Family with hierarchy
For some of the families a hierarchy was created within drupal to split the family down into subsets such as the G protein coupled receptors. In terms of a envisioning families as a tree, node families contained sub-families and leaf families contained genes.
Family containing genes
If the depth of the hierarchy is 1 deep, the page is likely to display the genes for each of the sub families.
Drupal module creates the gene table by calling the DB for a given family
To download a family gene set, the user can click on the "download gene family data" link for each table.
Problems with the old version
Family data had to be added to multiple locations within Drupal and our MySQL DB.
Database schema wasn't designed to handle hierarchies or genes within multiple families.
Each page was created by hand and no defined template.

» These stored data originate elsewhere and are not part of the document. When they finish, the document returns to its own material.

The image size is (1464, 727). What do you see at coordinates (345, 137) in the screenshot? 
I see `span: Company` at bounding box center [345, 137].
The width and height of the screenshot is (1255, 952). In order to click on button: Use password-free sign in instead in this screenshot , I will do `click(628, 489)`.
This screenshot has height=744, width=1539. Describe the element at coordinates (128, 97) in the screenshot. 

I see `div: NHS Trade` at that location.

Pages could be more user friendly to navigate.
Users had to download each subset family to get all the genes associated to a family with a hierarchy
Pages containing many subset families were slow to load.
Difficult to visualise complex hierarchies
Couldn't search families effectively.
Family data had to be added to both Drupal and our MySQL DB, as well as separately adding the family to the index, which means a lot of time is spent adding family data to multiple locations.

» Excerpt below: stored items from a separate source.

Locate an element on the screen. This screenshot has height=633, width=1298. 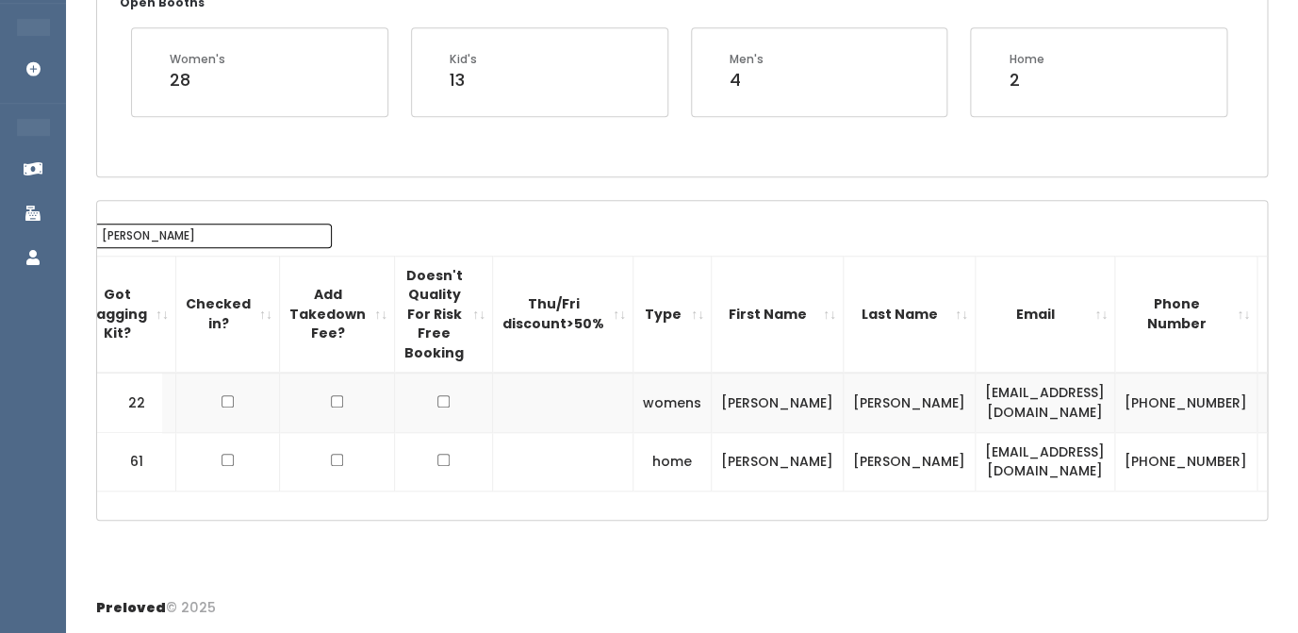
th: Last Name: activate to sort column ascending is located at coordinates (910, 314).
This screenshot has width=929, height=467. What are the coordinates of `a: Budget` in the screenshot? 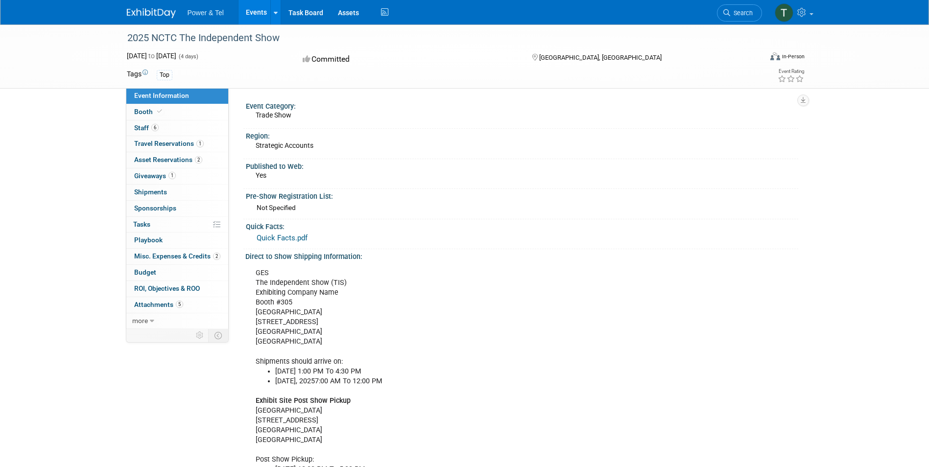 It's located at (177, 273).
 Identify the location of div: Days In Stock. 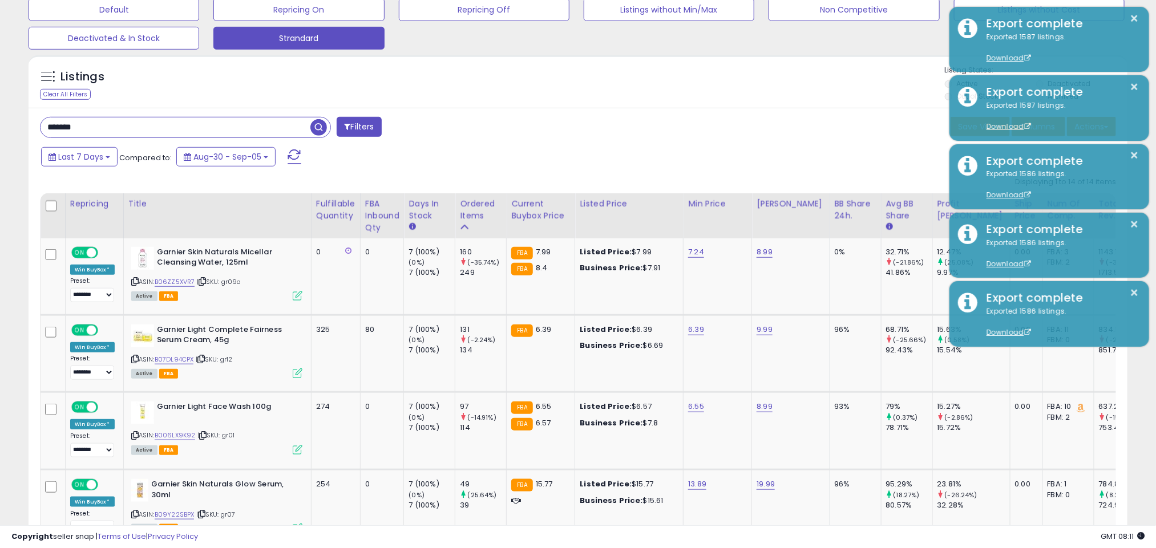
(429, 210).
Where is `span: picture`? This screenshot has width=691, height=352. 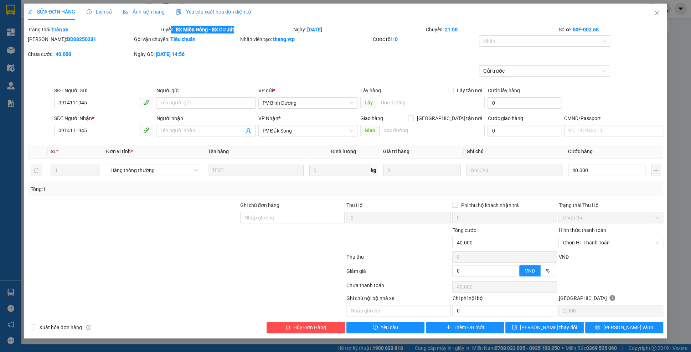 span: picture is located at coordinates (126, 12).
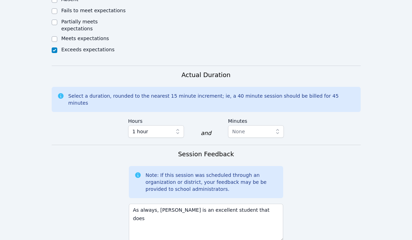 This screenshot has width=412, height=240. Describe the element at coordinates (256, 132) in the screenshot. I see `button: None` at that location.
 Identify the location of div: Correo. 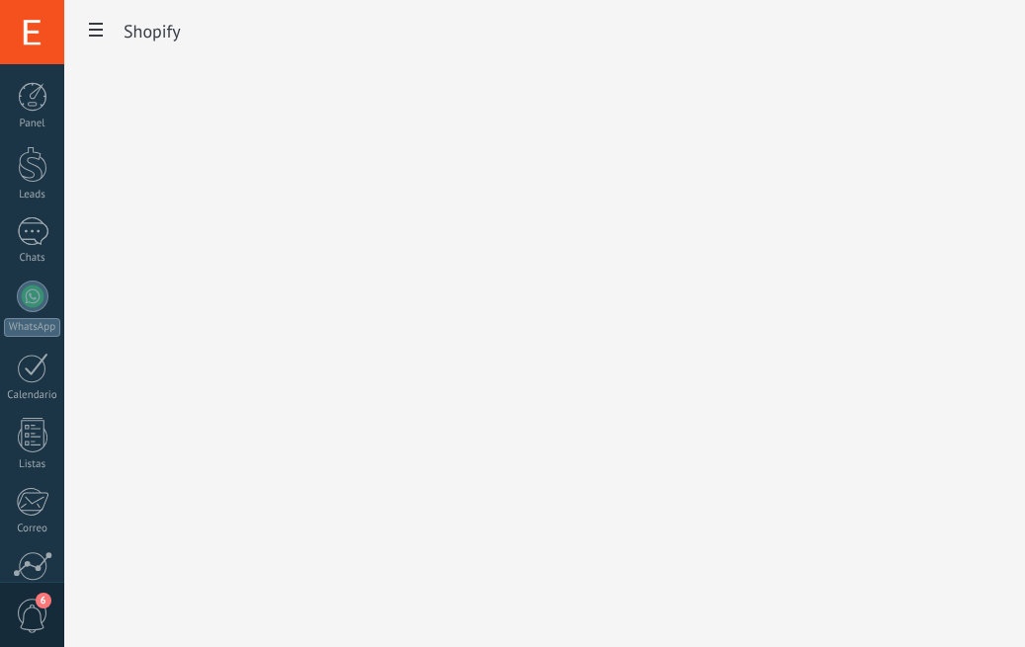
(33, 529).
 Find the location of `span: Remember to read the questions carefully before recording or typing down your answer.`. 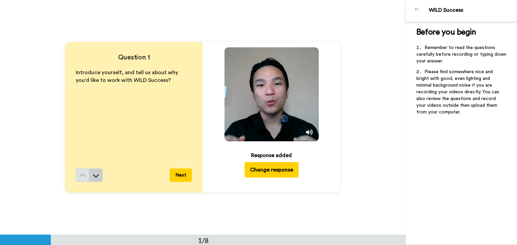

span: Remember to read the questions carefully before recording or typing down your answer. is located at coordinates (461, 54).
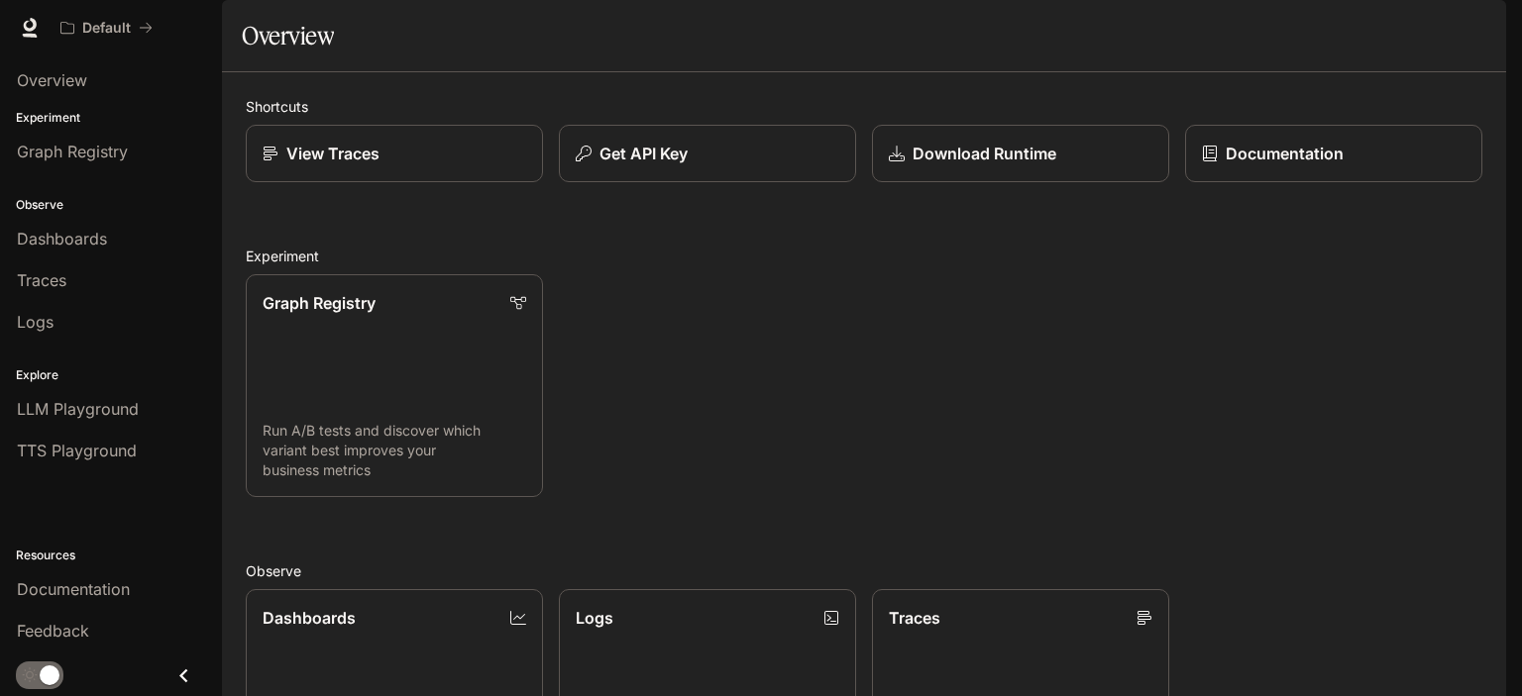  I want to click on a: Download Runtime, so click(1020, 154).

The database schema wasn't designed to handle hierarchies or that a gene could have more than one family. The only place that had hierarchy data was Drupal and the only place that had gene data was the DB which was not ideal.

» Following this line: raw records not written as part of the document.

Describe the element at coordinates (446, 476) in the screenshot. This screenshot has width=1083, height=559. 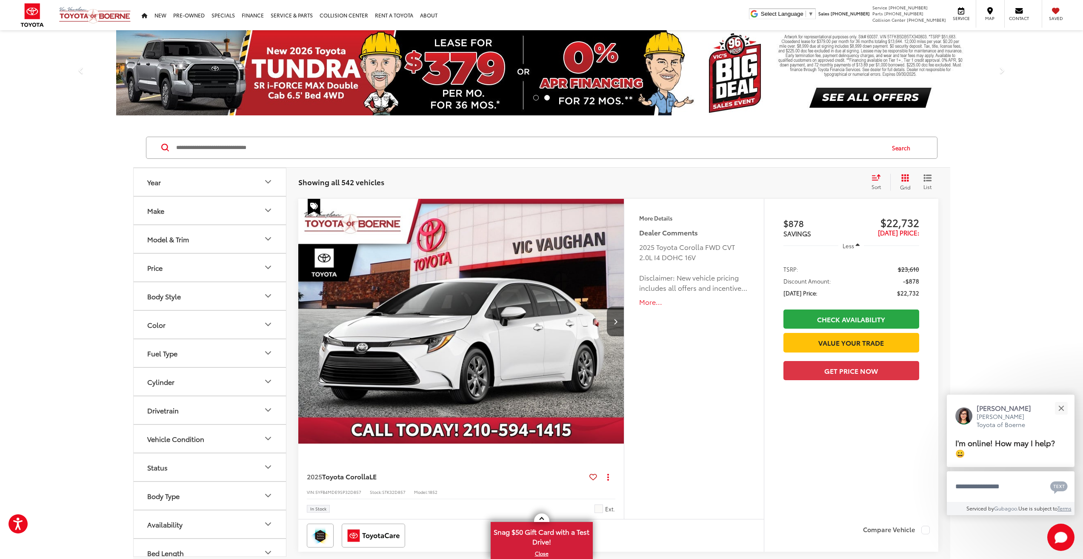
I see `a: 2025Toyota CorollaLE` at that location.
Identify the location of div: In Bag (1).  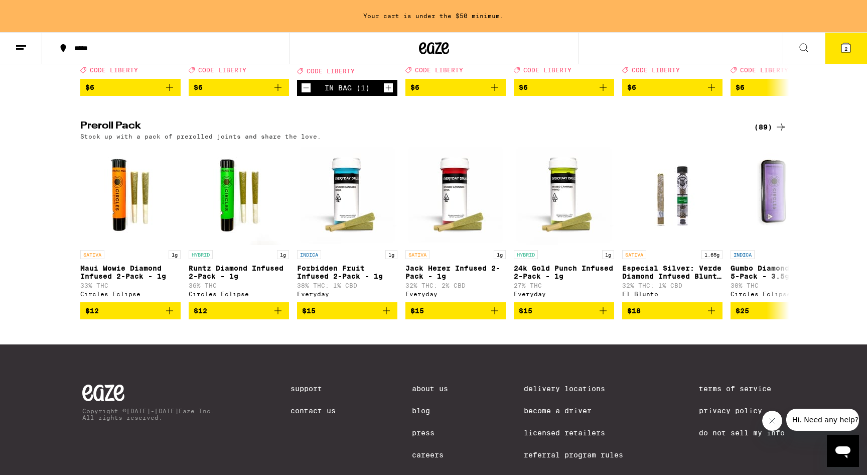
(347, 88).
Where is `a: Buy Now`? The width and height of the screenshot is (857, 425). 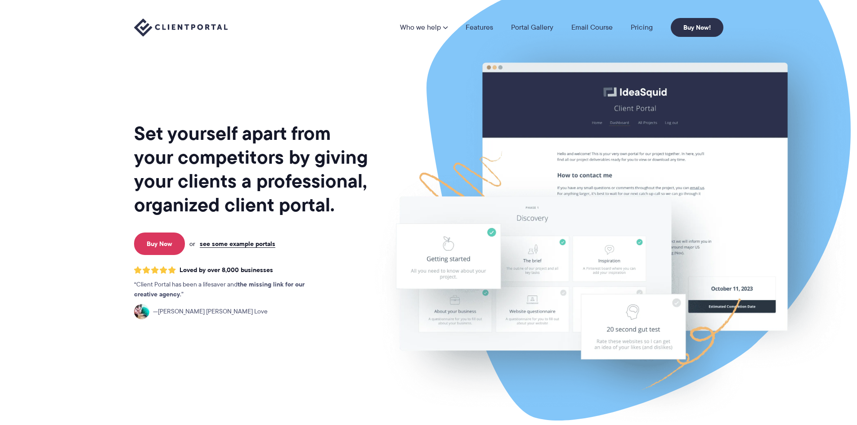 a: Buy Now is located at coordinates (159, 244).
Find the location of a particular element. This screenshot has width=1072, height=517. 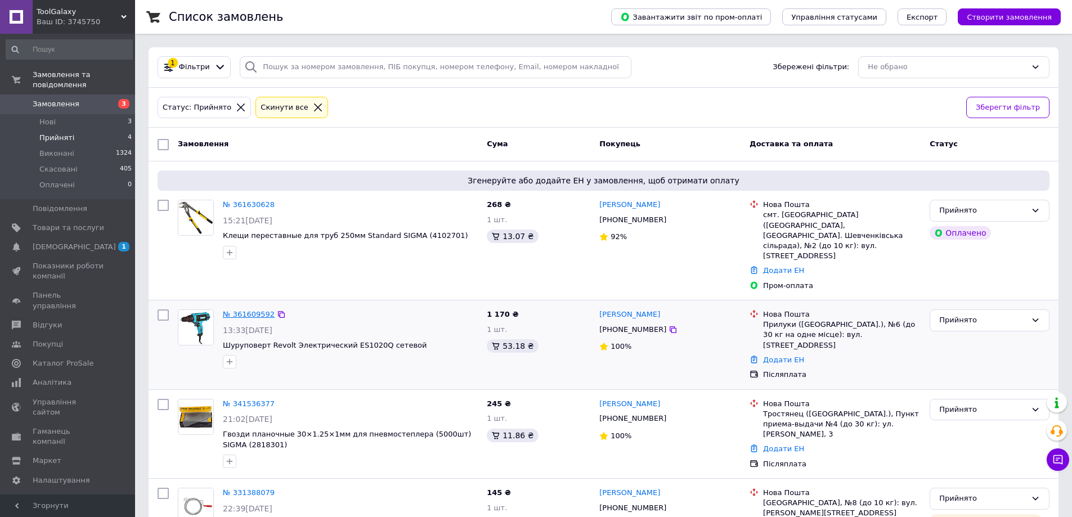

span: Доставка та оплата is located at coordinates (791, 144).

Each page was created by hand within Drupal by our curtors and didn't have a defined template.
And so were not friendly to navigate.
To download all the genes within a family containing a hierarcy, the user had to download a file for each subset family. In the case of the G protein coupled receptors that is a lot of downloading and file concatinations
Pages that contained many subsets were slow to load due to the module that creates the gene tables being called one after the other hitting the database many time before loadin the page.
Wasn't easy to visualise the hierarchy for a complex family such as G protein coupled receptors.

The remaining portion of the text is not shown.